The big idea: A brochure or leaflet does two jobs at once: it informs (facts, details, headings) and sells (glowing words, images, a call to act) — watch how it blends both.
You pick up a leaflet for a holiday park.
📄 Neat headings, cheery photos, bullet points — and every single detail sounds lovely. ‘Cosy cabins.’ ‘Just steps from the beach.’
A brochure informs you, but it chooses only the good bits and wraps them in warm words. Analyse how it makes plain facts feel like a dream.
What to look for
Headings and bullet points
Broken into scannable chunks so you get the facts fast.
Positive, selling language
‘Cosy’, ‘breathtaking’, ‘just steps away’ — plain facts dressed in glowing words.
Images of the best bits
Sunny photos, smiling people — only the appealing side is shown.
Direct address + call to action
‘Your perfect escape’, ‘Book today’ — speaks to you and asks you to act.
The key move: Ask ‘how does it make facts feel appealing?’ A brochure blends information and persuasion — analyse the glowing word choices dressing up the details.
Free preview
This is the free notes preview
You're reading the free notes. Aimnova Pro unlocks the full study experience — and you can try it free for 7 days:
- FlashcardsLock in vocabulary and key terms with spaced repetition.
- Practice questionsAnswer exam-style questions and get instant AI marking.
- Mock exams & past-paper vaultSit full mocks and see exactly how examiners award marks.
- Personalised study planA daily plan built around your exam date and weak areas.
Why it matters in the exam: A brochure or leaflet can appear in Paper 1. Examiners reward you for analysing how it informs and persuades at once — headings, positive language, images, direct address — not just the facts.
Analyse this leaflet line: “A short stroll from the village, our cosy cabins offer the perfect escape — just you, the birdsong, and nowhere you have to be.”
Model answer plan
See the mark-by-mark plan — for / against / judgement, with marking guidance — in study mode.
Watch out: Don't treat a brochure as ‘just information’. Its facts are selected and sweetened — analyse the persuasive word choice, not only the content.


- _ACTIVITY_: Lines in the listing below containing the string "axis" are to be identified and copied.
==================================================
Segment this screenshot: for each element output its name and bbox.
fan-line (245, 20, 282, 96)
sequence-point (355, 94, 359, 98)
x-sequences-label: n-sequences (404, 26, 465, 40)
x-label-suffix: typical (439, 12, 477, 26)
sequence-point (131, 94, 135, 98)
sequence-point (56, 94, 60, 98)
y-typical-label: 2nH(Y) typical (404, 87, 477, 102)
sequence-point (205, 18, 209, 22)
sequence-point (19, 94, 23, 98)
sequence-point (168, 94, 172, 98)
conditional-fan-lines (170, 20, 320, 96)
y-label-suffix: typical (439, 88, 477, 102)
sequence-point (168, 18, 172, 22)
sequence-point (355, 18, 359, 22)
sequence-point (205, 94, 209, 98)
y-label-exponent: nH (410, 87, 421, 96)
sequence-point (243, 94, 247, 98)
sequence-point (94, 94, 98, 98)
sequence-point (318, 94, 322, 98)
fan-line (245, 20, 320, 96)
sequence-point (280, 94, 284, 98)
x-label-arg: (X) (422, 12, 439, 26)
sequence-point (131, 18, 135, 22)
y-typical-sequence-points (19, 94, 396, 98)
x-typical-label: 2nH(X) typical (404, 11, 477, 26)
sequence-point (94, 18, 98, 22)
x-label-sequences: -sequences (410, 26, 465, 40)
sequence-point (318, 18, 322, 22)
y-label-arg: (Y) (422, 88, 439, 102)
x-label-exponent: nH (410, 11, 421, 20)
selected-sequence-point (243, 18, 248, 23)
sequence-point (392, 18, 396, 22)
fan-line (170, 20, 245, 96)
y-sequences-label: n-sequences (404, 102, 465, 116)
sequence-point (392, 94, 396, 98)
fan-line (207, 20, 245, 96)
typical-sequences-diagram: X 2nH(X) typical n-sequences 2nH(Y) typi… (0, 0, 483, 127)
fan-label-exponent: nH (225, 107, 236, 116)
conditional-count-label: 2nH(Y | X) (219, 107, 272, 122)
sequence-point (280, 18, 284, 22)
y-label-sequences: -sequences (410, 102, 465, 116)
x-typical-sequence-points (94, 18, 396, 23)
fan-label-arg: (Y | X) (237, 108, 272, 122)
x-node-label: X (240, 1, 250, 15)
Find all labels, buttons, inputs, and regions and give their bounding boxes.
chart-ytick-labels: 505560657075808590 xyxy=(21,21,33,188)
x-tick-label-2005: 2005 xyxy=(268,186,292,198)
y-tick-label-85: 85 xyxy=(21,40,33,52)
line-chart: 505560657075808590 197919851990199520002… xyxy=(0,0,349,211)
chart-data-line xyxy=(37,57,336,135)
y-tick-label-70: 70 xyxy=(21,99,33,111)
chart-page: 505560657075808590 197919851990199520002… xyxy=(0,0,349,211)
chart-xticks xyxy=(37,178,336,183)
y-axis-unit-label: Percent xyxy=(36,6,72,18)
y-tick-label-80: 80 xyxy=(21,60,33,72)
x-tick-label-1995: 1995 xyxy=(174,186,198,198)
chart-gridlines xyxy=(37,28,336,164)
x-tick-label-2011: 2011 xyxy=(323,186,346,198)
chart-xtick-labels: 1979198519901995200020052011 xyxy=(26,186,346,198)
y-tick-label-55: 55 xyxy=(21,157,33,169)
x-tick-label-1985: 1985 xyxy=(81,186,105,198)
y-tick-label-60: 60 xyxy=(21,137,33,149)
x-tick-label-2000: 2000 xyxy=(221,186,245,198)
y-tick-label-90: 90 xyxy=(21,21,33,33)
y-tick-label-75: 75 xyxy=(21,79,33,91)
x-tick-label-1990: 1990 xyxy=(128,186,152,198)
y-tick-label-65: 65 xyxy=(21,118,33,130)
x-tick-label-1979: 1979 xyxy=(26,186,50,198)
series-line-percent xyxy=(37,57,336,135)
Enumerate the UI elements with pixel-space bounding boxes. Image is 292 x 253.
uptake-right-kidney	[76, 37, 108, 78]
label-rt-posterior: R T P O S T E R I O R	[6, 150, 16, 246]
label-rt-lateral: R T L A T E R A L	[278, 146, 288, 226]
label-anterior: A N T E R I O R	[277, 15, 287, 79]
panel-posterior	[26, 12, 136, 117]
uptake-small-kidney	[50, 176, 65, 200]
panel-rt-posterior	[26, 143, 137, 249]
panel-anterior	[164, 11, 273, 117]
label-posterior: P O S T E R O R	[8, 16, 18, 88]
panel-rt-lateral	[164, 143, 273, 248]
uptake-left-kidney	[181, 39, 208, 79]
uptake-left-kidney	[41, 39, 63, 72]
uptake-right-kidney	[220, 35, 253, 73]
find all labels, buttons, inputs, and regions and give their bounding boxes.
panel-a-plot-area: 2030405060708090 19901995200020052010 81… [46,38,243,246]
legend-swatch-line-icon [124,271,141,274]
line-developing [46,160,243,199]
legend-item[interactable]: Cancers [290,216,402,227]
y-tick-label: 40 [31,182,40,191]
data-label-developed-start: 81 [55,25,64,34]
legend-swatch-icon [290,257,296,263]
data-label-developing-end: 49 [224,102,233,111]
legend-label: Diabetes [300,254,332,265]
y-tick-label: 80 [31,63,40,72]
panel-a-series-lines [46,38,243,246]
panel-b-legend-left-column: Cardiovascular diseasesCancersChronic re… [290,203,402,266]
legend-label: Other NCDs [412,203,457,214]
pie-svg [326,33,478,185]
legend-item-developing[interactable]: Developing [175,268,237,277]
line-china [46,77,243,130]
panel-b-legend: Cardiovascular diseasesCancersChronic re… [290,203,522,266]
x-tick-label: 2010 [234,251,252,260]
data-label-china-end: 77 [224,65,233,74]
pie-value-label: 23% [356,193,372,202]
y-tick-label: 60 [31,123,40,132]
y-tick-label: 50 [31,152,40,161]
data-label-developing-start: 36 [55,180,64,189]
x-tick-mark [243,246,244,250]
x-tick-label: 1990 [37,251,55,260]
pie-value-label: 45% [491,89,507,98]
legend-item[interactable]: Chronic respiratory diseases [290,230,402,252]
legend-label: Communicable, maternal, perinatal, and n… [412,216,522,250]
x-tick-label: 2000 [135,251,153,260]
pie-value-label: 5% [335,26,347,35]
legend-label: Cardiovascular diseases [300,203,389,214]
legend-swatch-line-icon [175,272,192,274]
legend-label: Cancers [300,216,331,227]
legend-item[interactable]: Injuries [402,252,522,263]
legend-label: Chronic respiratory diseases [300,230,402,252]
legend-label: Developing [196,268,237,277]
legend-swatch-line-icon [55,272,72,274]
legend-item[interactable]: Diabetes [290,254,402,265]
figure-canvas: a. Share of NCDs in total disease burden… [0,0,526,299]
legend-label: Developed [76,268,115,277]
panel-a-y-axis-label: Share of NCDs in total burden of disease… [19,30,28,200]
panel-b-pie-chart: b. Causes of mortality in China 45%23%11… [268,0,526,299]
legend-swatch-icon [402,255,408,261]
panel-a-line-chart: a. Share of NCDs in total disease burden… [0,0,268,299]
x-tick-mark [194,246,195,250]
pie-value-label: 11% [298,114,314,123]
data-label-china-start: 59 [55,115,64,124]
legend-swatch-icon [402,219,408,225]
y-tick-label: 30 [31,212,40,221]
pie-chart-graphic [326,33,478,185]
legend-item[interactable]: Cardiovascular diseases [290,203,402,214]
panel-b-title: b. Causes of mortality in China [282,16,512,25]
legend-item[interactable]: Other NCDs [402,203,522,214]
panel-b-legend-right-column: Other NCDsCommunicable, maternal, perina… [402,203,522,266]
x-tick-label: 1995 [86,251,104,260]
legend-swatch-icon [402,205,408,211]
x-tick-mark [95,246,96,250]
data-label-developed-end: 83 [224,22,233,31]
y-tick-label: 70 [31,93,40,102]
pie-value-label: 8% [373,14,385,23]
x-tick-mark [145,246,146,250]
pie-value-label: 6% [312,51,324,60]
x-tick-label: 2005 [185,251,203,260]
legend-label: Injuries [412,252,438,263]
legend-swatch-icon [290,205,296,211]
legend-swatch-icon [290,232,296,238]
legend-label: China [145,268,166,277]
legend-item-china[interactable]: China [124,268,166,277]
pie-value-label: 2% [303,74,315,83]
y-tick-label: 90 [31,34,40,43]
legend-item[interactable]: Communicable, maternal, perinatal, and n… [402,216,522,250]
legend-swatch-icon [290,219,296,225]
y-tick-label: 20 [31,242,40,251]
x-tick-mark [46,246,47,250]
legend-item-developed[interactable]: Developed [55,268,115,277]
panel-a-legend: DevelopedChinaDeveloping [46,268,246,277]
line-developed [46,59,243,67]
==================================================
- _SOLVED EXERCISE_:
y-axis-unit-label: Percent xyxy=(36,6,72,18)
panel-a-y-axis-label: Share of NCDs in total burden of disease… [19,30,28,200]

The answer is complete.